What vision was this? Might I aspire even to displace mine ancient enemy, in all the splendor of two close rows of bright, brass buttons, and pace majestically back and forth with the sang-froid of a lion tamer, above the common horde I had so lately quitted? What folly to keep silent concerning those acquirements that especially fitted me to serve a cosmopolitan clientèle, while fickle fortune was holding forth this golden prize! I broke in upon the manager’s brown study with a deluge of German. He opened wide his eyes. I addressed him in French. He sputtered with astonishment. I continued in Italian. He waved his hands above his head like a swimmer about to go down for the third time. I added a savoring of Spanish and Arabic for good measure, and he clutched weakly at a hotel pillar.

Gradually, strength returned to his trembling limbs. He rubbed his astonished gorge with a ham-like hand and dislodged an imprisoned shriek:—“Aber, mein lieber Kerl! Speaking all those langvages and out of a job—and in rhags! Why—you—you—you must haf been up to some crhooked business, yes?” He glanced fearfully about him at the silver ornaments of the office. “I—I—I am very sorry, we haf not now a single vacancy. But—but you vill not haf the least trouble—mit so viel’ Sprachen—in getting a position, not the slightest! I gif you a note—to Cook and Son.”

I wandered sadly away across the city and stumbled upon the American legation. Long battle won me admittance to the office of the secretary. Beyond that I could not force my way. The secretary heard my case, and, eager to be off to some afternoon function, thrust an official sheet into his typewriter and set forth in a “to-whom-it-may-concern” the half-dozen trades I mentioned; and several others to which I had never aspired. A second sheet he ruined with a score of addresses, and bade me be gone.
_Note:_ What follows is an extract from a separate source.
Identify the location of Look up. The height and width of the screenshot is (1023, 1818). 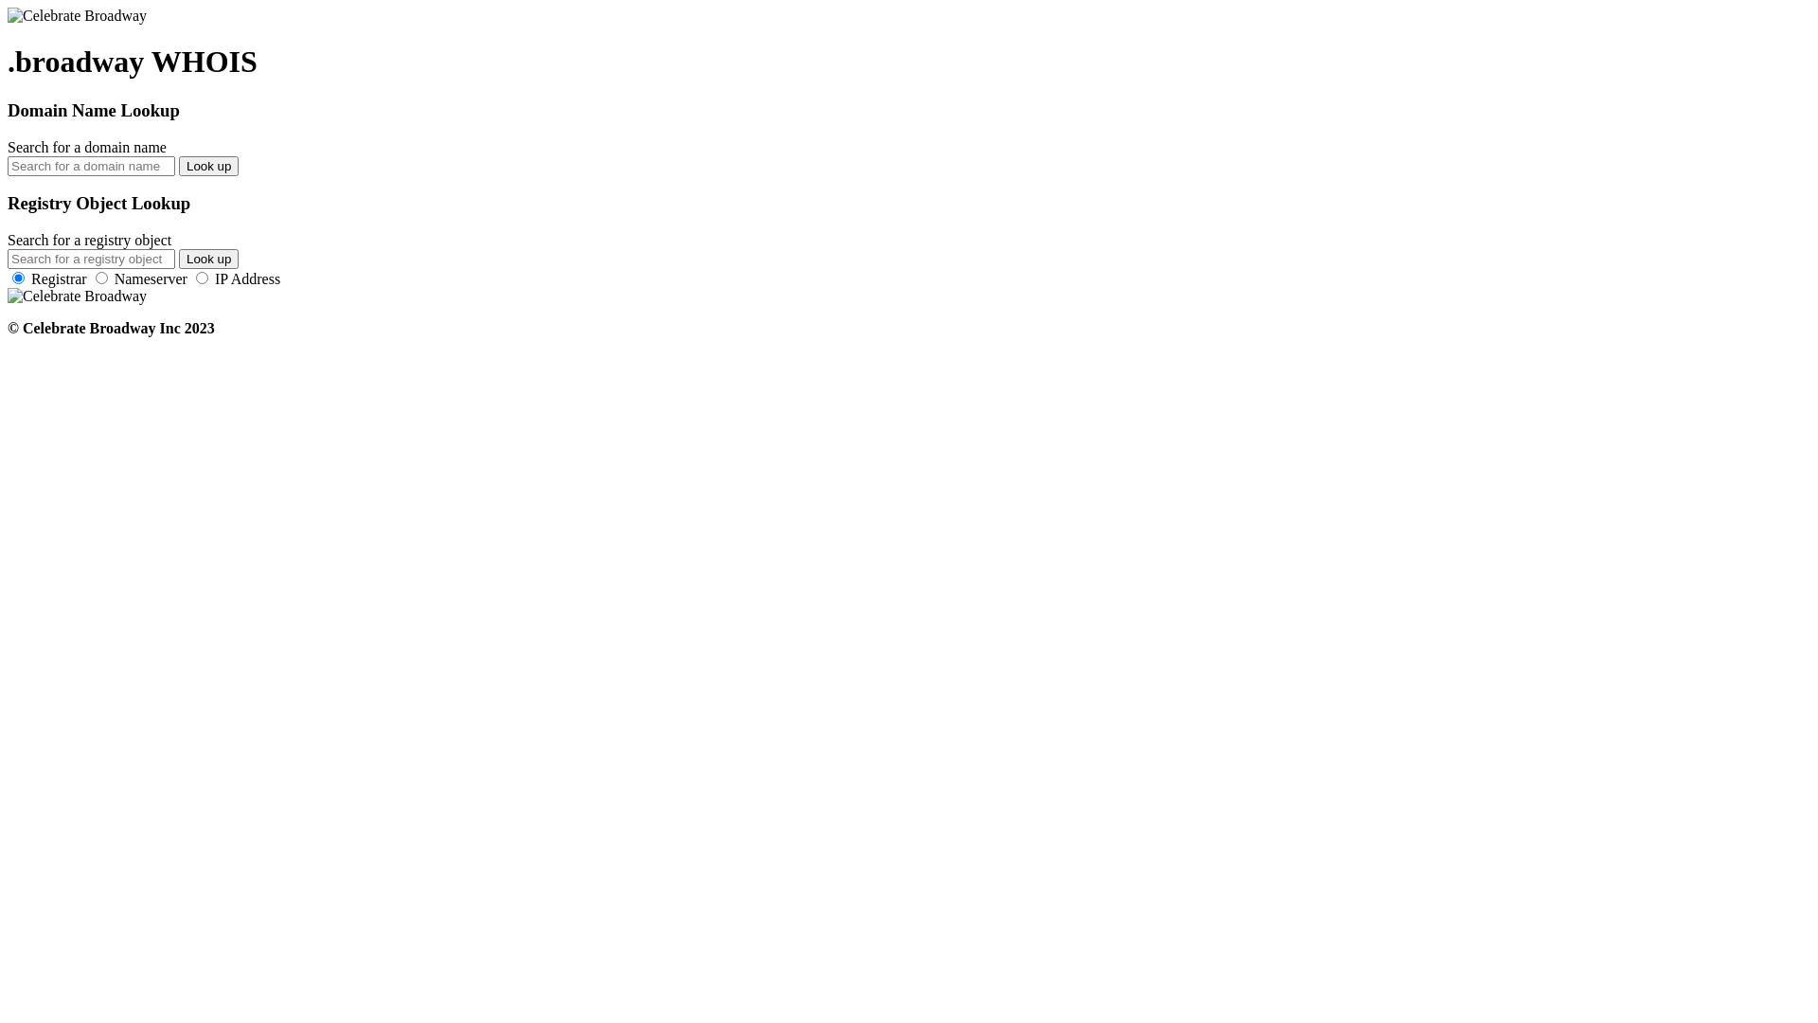
(208, 167).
If there was any corner of Cairo from Heliopolis to Masr el Attika which I had not already visited, these documents soon repaired the oversight. Two days the new task required, and it brought no reward, save one. The head of the Egyptian railway system promised me a pass to the coast when I chose to leave the country. I did not choose at once, and, returning on the third day to the legation, fought my way into the sanctum of the consul-general himself.

“If you are looking for work of a specific character,” said that gentleman, “I can do no more than has already been done—give you more addresses. If you are merely looking for work, I can give you employment at once.”

I pleaded indifference to qualifying adjectives.

The consul chose a card from his case, turned it over, and wrote on the back:—“Tom;—Let Franck do it.”

“Take this,” he said, “to my residence; it is opposite that of Lord Cromer, near the Nile, and give it to my butler.”

“Tom,” the commander-in-chief of the servant body of a vast establishment, proved to be a young American of the pleasantest type. I came upon him dancing blindly around the ballroom of Mr. Morgan’s residence, and shouting himself hoarse with the Arabic variation of “Get a move on!” The consul, it transpired, was to give a dinner, with dancing, to the lights of society wintering in the city. In the two days that remained before the eventful evening the ballroom floor must be properly waxed. Twelve native workmen, lured thither by the extraordinary wage of twenty-five cents a day, had been holding down the aforementioned floor since early morning. About them was spread powdered wax. In their hands were long bottles. Above them towered the dancing butler.

“Put some strength into it,” he bellowed, by way of variation, as I stepped across the room towards him. For the three succeeding strokes, the dozen bottles, moving in unison, to the chant of a thirteenth “workman” who had been hired to squat in a far corner and furnish vocal inspiration, nearly crushed the powdered wax under them. But this unseemly display of energy was of short duration.

I delivered the cabalistic message. The Arabs bounded half across the room at sound of the shriek emitted by its addressee:—“I’ll fire ’em!” bellowed Tom. “I’ll fire ’em now. An American? I’m delighted, old man! Get on the job while I kick these niggers down the stairs. Had any experience at this game?”